▶ [Given data]:

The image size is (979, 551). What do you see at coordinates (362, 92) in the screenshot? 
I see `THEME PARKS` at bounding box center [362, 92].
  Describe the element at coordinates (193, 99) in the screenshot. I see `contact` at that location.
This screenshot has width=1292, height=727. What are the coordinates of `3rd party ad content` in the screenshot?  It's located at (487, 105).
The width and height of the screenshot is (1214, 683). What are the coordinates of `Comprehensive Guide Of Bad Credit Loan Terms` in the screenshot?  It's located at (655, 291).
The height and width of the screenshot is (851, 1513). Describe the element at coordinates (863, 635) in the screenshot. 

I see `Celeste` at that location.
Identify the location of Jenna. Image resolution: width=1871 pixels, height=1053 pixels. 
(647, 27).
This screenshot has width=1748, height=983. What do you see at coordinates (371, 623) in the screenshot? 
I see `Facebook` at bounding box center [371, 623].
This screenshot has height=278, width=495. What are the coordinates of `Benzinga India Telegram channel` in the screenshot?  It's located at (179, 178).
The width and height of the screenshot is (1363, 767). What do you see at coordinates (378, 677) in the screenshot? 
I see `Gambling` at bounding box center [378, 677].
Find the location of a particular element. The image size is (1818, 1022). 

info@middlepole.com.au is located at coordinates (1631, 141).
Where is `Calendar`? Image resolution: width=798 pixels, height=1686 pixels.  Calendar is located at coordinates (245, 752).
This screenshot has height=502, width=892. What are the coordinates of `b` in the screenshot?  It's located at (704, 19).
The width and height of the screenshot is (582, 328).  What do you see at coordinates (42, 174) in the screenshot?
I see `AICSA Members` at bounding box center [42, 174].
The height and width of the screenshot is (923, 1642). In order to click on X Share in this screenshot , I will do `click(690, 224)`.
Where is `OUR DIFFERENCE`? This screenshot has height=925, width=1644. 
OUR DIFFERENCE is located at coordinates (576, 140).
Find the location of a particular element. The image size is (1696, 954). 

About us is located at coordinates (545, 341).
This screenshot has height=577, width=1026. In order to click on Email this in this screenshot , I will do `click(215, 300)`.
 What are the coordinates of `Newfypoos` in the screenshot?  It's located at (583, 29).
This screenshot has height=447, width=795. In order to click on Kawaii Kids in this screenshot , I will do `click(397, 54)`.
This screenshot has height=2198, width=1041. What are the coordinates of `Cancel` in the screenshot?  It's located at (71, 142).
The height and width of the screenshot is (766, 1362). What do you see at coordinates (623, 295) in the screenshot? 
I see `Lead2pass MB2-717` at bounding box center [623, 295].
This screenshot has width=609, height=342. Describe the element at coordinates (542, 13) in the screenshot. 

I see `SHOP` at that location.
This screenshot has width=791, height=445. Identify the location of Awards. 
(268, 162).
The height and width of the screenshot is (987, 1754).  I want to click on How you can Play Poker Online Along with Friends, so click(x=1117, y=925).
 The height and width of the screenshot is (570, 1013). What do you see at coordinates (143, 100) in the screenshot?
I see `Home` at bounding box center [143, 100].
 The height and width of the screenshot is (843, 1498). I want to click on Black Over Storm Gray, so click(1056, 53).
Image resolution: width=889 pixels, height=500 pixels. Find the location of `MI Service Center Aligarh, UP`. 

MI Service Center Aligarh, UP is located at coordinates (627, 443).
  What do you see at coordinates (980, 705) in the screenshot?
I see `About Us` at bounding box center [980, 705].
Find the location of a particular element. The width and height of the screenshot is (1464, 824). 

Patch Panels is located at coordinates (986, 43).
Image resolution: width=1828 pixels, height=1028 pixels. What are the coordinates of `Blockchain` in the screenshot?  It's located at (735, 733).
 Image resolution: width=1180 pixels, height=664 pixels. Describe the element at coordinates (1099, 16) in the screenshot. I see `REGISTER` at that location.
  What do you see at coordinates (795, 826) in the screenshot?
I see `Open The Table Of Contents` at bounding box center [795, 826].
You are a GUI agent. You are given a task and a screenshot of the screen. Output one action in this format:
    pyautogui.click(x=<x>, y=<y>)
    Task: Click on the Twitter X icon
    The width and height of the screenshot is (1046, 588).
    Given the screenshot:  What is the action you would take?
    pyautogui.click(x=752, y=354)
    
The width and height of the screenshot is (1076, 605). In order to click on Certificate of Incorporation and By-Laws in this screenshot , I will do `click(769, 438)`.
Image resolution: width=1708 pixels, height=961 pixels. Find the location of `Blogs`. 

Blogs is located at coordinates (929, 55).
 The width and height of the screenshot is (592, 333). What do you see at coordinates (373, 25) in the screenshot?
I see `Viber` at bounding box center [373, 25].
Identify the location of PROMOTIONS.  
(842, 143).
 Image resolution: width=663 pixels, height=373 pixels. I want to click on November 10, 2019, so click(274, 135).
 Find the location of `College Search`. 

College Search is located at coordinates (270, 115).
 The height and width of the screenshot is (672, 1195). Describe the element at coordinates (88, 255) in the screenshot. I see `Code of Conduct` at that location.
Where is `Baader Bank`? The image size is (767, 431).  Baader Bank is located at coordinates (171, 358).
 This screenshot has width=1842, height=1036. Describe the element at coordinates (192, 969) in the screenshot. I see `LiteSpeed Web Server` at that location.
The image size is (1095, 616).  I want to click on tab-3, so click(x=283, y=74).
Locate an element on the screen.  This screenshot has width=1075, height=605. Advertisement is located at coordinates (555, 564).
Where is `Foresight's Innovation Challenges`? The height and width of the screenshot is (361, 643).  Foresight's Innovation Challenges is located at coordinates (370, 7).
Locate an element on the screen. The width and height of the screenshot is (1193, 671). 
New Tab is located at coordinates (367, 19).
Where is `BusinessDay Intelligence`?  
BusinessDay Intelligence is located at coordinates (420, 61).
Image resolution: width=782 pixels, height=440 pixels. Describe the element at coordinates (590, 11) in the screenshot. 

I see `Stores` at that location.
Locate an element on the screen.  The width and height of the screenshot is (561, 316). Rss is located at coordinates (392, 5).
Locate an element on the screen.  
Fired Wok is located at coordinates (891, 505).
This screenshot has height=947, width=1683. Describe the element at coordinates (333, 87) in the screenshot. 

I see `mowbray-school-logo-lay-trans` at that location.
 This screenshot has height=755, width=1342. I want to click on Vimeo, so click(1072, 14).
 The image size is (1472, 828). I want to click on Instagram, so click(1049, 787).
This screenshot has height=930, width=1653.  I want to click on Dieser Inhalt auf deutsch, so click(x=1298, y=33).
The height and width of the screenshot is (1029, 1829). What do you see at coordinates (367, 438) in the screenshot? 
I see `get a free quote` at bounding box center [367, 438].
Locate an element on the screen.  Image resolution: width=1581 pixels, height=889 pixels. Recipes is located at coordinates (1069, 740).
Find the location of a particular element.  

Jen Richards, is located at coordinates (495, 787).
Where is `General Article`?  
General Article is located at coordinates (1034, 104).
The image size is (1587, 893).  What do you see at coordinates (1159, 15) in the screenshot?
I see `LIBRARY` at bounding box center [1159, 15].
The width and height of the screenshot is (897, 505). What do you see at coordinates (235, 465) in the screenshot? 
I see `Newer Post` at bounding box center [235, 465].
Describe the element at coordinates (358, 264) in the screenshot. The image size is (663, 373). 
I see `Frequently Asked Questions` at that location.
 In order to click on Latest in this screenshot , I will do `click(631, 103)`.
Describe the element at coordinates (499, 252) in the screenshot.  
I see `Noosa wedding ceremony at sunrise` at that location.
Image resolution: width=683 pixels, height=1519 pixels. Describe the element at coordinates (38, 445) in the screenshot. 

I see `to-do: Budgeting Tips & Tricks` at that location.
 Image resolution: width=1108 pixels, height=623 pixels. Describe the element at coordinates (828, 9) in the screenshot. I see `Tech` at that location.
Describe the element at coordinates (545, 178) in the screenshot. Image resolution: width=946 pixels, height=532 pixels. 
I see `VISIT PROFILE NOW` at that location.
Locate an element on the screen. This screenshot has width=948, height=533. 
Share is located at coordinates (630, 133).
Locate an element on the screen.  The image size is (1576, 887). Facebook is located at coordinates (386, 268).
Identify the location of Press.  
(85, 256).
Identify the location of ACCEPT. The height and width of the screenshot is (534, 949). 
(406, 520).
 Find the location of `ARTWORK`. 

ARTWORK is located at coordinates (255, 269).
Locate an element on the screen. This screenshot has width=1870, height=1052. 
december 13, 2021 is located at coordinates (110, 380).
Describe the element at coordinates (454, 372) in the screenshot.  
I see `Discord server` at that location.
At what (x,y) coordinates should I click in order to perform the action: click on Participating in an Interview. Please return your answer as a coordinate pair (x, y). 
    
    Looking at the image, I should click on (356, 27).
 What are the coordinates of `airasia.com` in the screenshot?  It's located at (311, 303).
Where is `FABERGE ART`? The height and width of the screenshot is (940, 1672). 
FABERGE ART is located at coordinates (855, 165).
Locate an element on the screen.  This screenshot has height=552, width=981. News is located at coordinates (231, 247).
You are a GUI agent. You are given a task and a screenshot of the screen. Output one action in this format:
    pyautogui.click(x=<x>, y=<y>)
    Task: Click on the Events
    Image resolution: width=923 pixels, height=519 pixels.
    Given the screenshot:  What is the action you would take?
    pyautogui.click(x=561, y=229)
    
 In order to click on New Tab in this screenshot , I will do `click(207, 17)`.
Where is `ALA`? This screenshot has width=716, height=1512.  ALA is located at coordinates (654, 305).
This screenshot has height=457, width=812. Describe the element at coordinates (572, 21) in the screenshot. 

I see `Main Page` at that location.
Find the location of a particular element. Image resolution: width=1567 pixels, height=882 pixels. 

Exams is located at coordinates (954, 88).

▶ [Problem to work on]: Only the lines containing the word "will" should be returned from the data above.

▶ [Answer section]:
The height and width of the screenshot is (923, 1642). In order to click on X Share in this screenshot , I will do `click(690, 224)`.
This screenshot has height=577, width=1026. In order to click on Email this in this screenshot , I will do `click(215, 300)`.
This screenshot has height=447, width=795. In order to click on Kawaii Kids in this screenshot , I will do `click(397, 54)`.
The width and height of the screenshot is (1076, 605). In order to click on Certificate of Incorporation and By-Laws in this screenshot , I will do `click(769, 438)`.
 In order to click on Latest in this screenshot , I will do `click(631, 103)`.
 In order to click on New Tab in this screenshot , I will do `click(207, 17)`.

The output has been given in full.